Port Ludlow Fire & Rescue has found a new interim chief at the end of a two-week scramble to replace Brad Martin.
Martin was placed on paid administrative leave May 3 by Port Ludlow fire commissioners.
In a May 4 letter to the chief, Port Ludlow Fire Board Chair Gene Carmody noted Martin’s departure was “non-disciplinary paid administrative leave effective immediately consistent with your request.”
“The action of placing you on paid administrative leave is not disciplinary in nature,” Carmody added.
Even so, Martin was told he was relieved of all job duties and ordered to return his fire department vehicle, office keys, pager, radio and other computer or electronic equipment to the fire station.
Martin was also told he was prohibited from removing or accessing any district computers or digital information without Carmody’s permission.
Martin was given the OK to travel “for job search related reasons,” but was told he had to notify the fire commission’s chair beforehand and use personal leave for such time away.
At a special meeting Monday marked by three executive sessions, the board unanimously picked Gary Kavanagh as interim chief.

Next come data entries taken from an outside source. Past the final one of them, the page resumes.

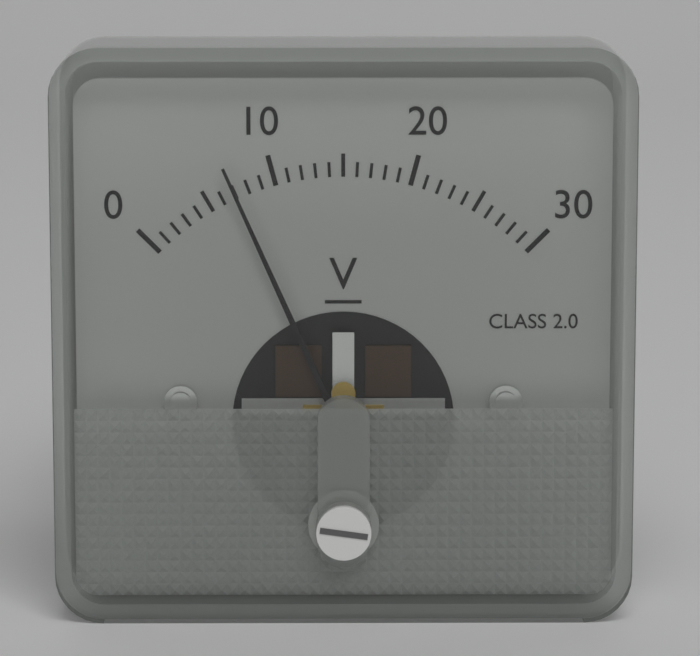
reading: 7 V
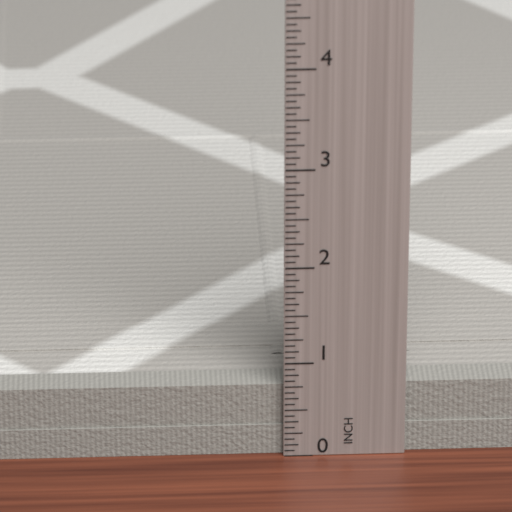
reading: 0.7500 in
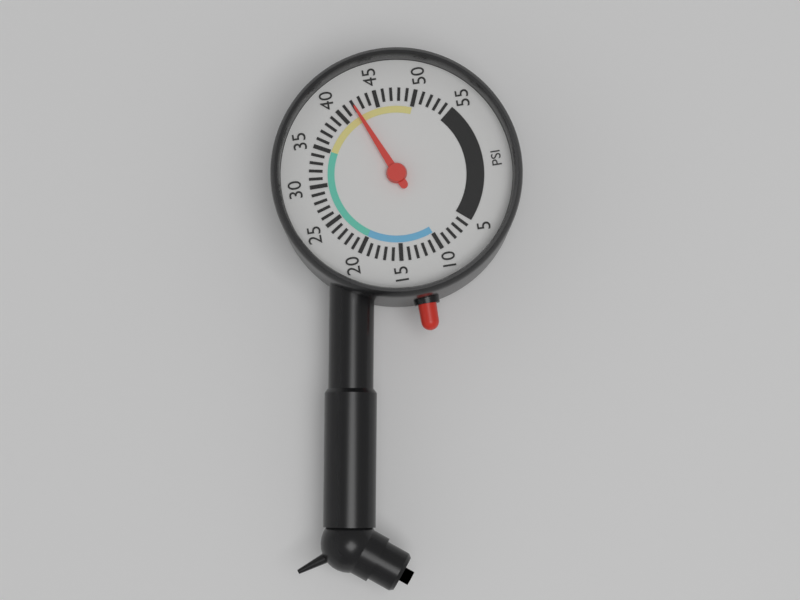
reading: 42 psi
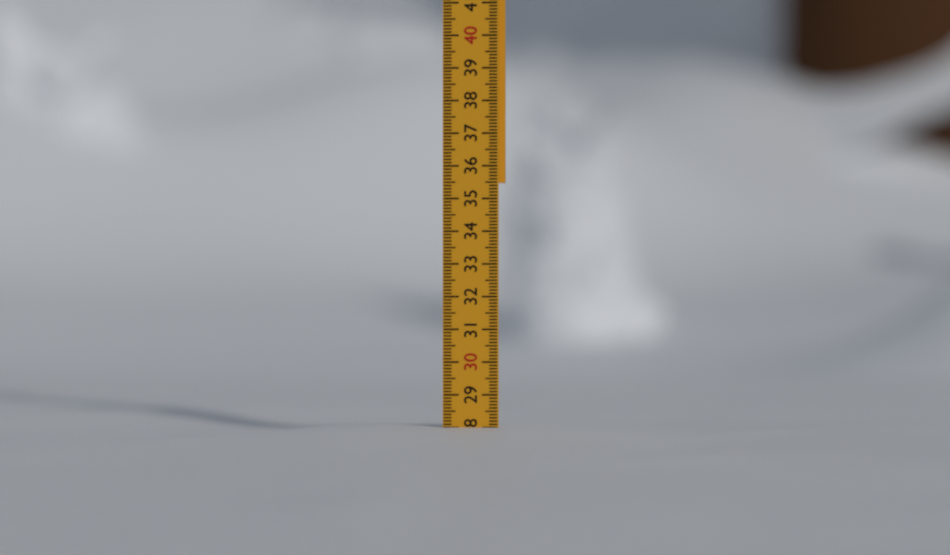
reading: 28.0 (no unit)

Kavanagh, a volunteer firefighter/EMT with the department, will be paid $40 an hour.
Commissioners also approved a contract to have a duty chief supplied by East Jefferson Fire Rescue to assist with Port Ludlow emergency calls.

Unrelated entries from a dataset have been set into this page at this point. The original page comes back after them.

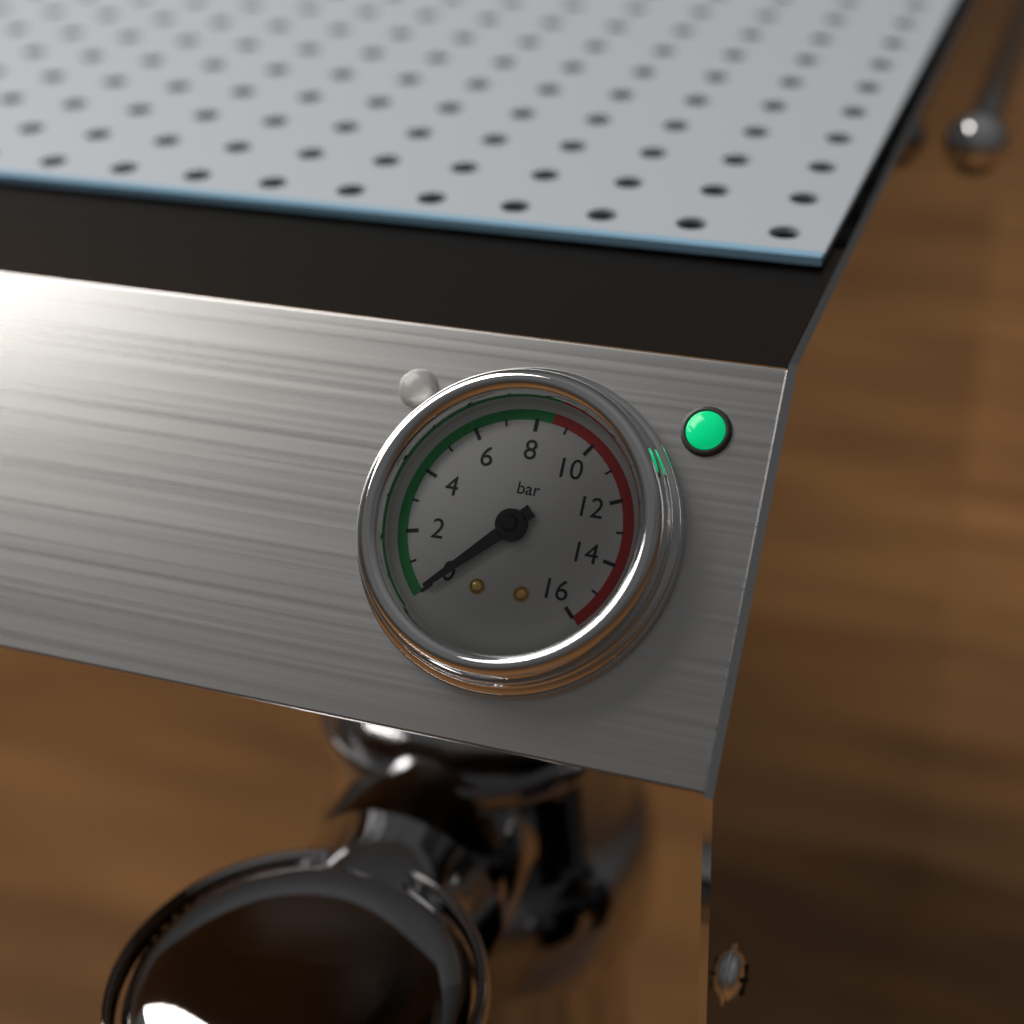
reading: 0 bar
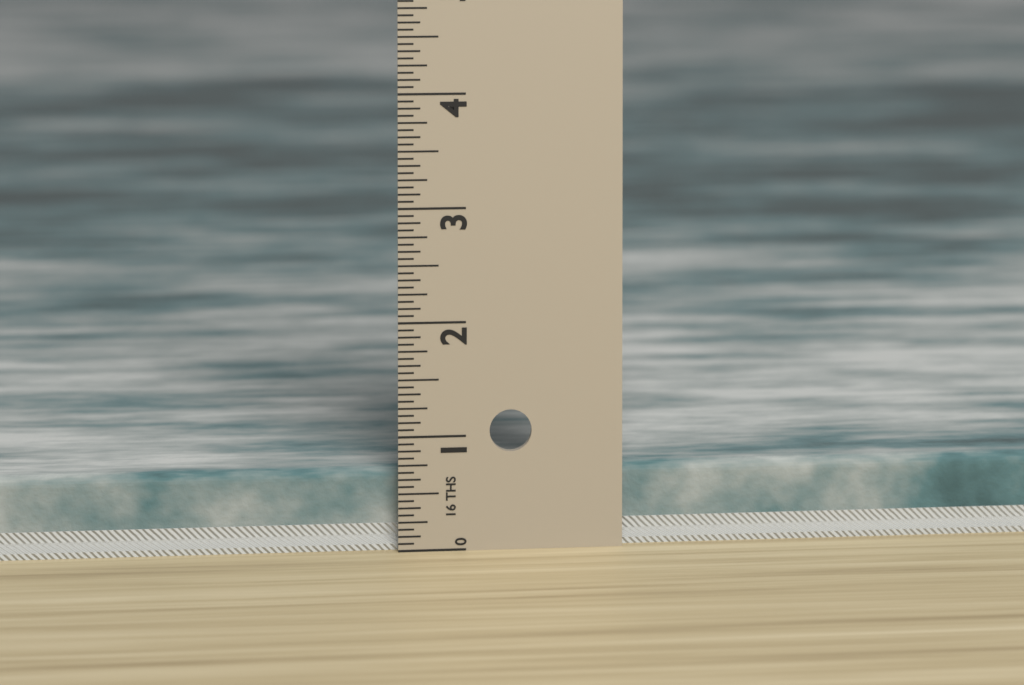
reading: 0.6875 in
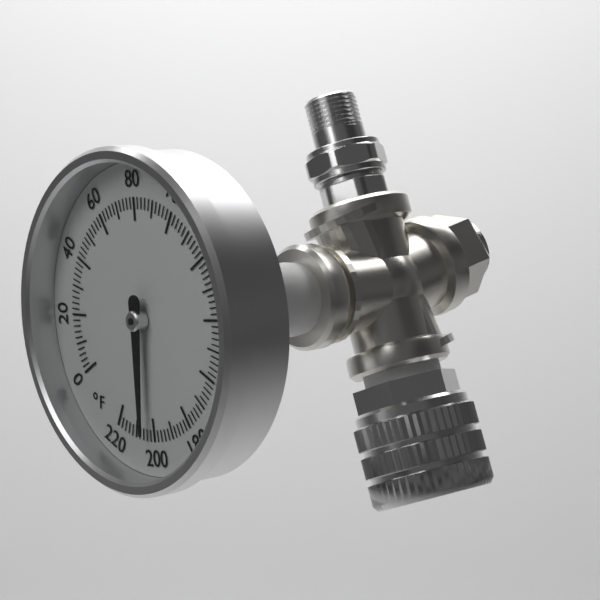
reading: 204 °F
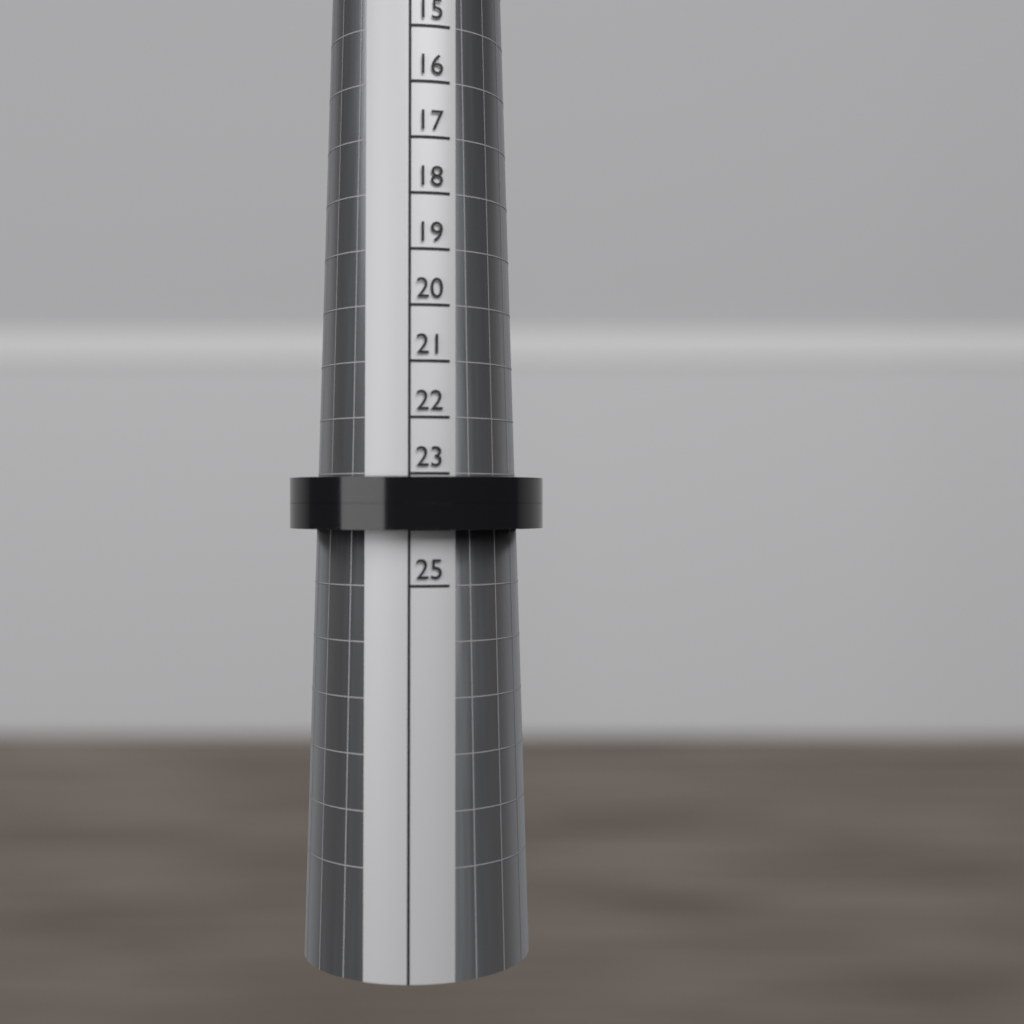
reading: 24 (no unit)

Under the agreement, the duty chief from East Jefferson Fire & Rescue will take command of all major incidents that happen within Port Ludlow Fire & Rescue’s territory.
Martin was still on paid administrative leave this week, despite earlier plans by the board to take additional action at its board meeting May 11.
The board did not make any new decisions on Martin’s status at last week’s meeting, nor at Monday’s special meeting.
Martin, who was appointed chief in 2012, has been under intense scrutiny within the department since last year.
The fire department’s board of commissioners ordered an investigation into Martin last year after the firefighters union took a vote of “no confidence” in Martin and submitted multiple letters alleging misdeeds by the chief.
The move by the union last September was the first-ever “vote of no confidence” taken by the firefighters of IAFF Local 3811, Jefferson County Professional Firefighters.
In a statement at the time, IAFF Local 3811 president Wicus McGuffey said the chief had failed “to lead this department effectively and has demonstrated an unwillingness and an inability to provide the leadership necessary to strategically lead Port Ludlow Fire & Rescue.”
The union said there were “a litany of issues” that contributed to the lack of confidence in Martin, but the major factors included the chief’s resistance to conducting strategic planning and “the alarming loss of career members through resignation, not due to retirement, but to pursue career positions with other agencies in our immediate area.”
The union said the lack of planning in the department was a primary factor in the departure of five career firefighters in the previous two years, and in two letters submitted to fire commissioners, McGuffey also claimed the chief had failed to properly manage the department’s staffing, and recalled an aid call to assist a 100-year-old man in August that left only an off-duty firefighter who was on probation to respond.
McGuffey criticized Martin for not responding to the medical emergency, calling it a “gross failure.”
“There is also the issue of Chief Martin frequently responding to emergency incidents, both in the district and outside the district, with his family members in the command vehicle, to include minor children who are left without adult supervision on emergency scenes,” McGuffey wrote in the second letter of allegations.
McGuffey also raised additional allegations of what he said were examples of a lack of organizational oversight and mismanagement in the department by Martin, which included staffing issues as well as the purchase of a new command vehicle, which McGuffey noted exceeded by $18,600 the $75,000 that was budgeted for the vehicle and was made without fire commissioners’ approval.
Martin said in a statement last year the complaint was without merit.
Commissioners eventually decided to hire an outside attorney to look into allegations against the chief.
In a vote after the board received the investigation report, commissioners decided 3-2 against firing Martin.
The investigation, which cost more than $16,000, was finalized in February but was not released publicly by the fire department.
Martin declined to comment on the report after it was finished.
Martin is paid a salary of $125,000 a year. His current employment contract was approved by the board in October 2018 and expires Aug. 31.